**What you are asked to do:** Without any pictures, print exactly the lines that run from the start of the data through the line containing "pyautogui.click(x=<x>, y=<y>)".
--- START ---
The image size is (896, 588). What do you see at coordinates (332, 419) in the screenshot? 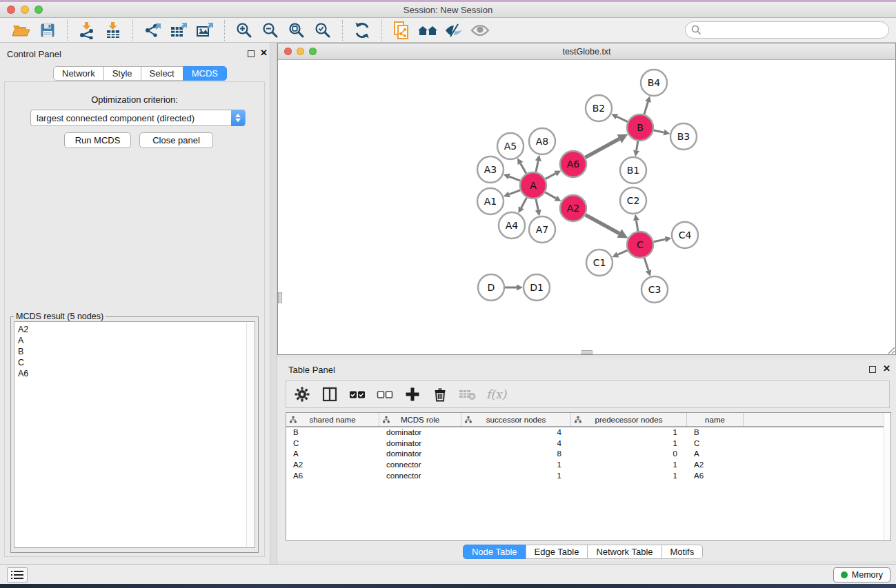
I see `column-header-shared-name: shared name` at bounding box center [332, 419].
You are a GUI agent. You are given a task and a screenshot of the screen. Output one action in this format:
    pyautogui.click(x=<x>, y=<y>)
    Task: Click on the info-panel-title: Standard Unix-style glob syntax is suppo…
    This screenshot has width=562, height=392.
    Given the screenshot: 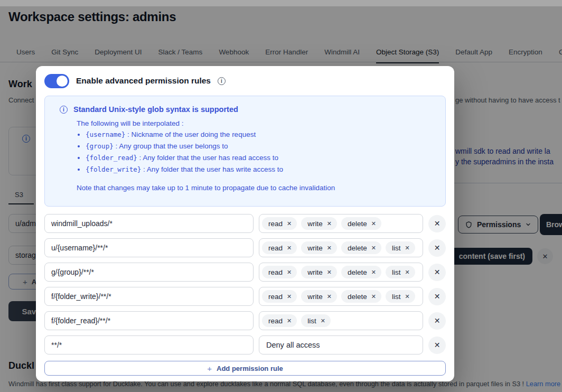 What is the action you would take?
    pyautogui.click(x=156, y=109)
    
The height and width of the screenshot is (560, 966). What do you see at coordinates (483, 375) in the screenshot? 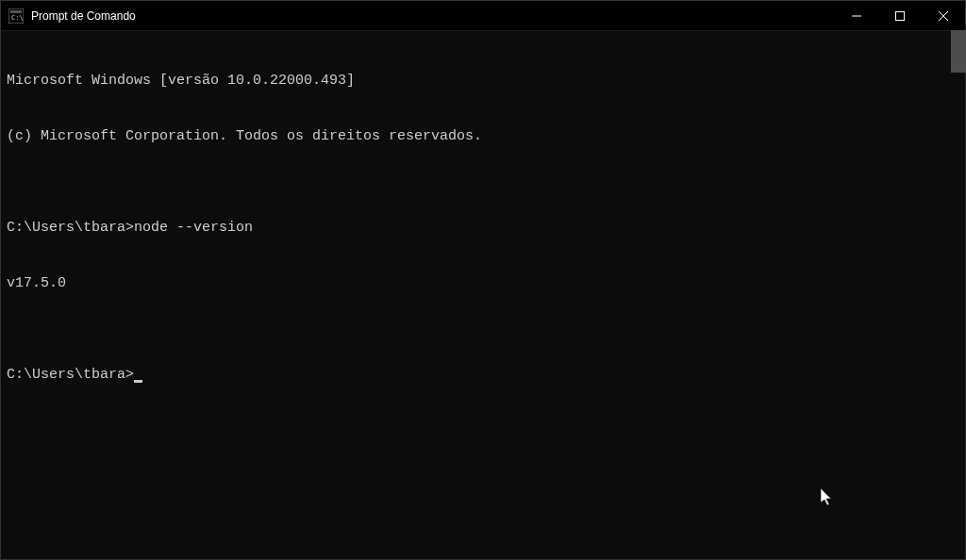
I see `terminal-line: C:\Users\tbara>` at bounding box center [483, 375].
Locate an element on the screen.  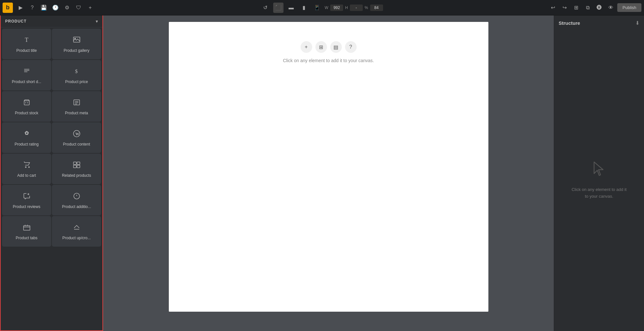
settings-tool: ⚙ is located at coordinates (67, 8).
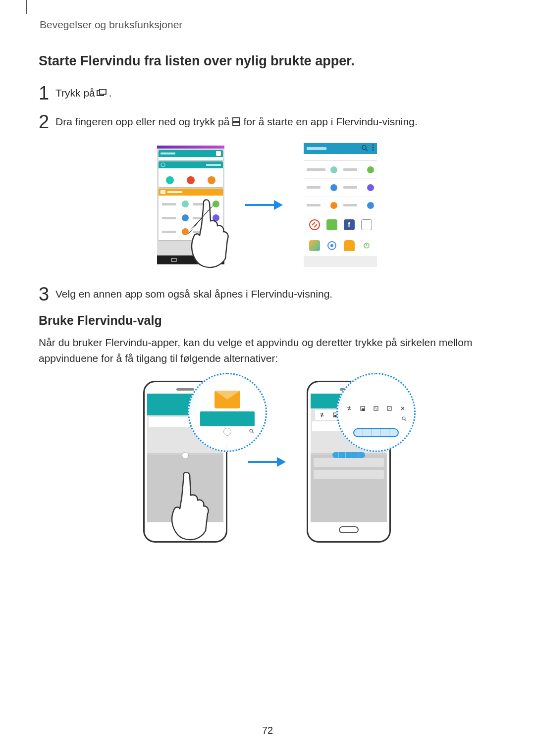 This screenshot has width=535, height=756. Describe the element at coordinates (376, 433) in the screenshot. I see `handle-pill-zoomed` at that location.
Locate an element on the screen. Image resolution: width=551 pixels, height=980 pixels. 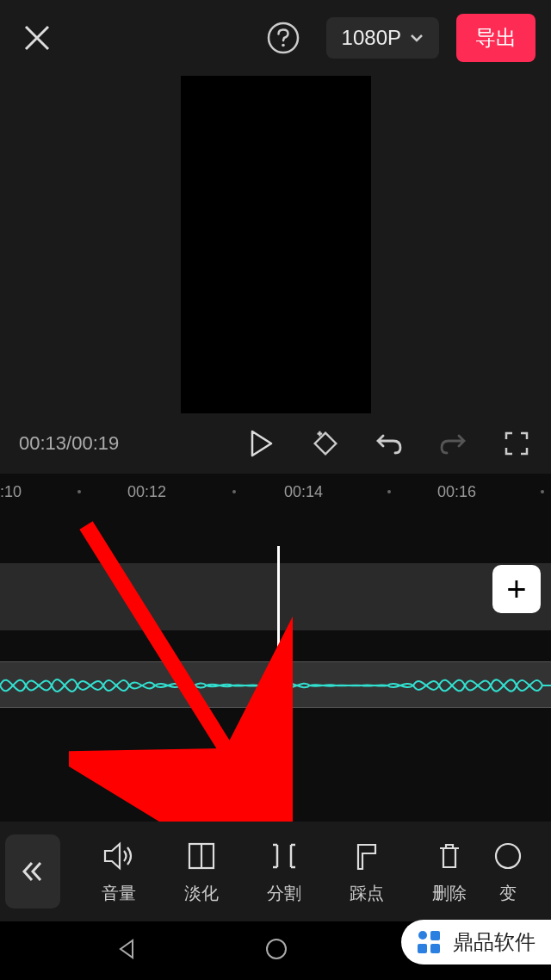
--- END ---
**Answer below:**
The image size is (896, 588). What do you see at coordinates (332, 419) in the screenshot? 
I see `column-header-shared-name: shared name` at bounding box center [332, 419].
You are a GUI agent. You are given a task and a screenshot of the screen. Output one action in this format:
    pyautogui.click(x=<x>, y=<y>)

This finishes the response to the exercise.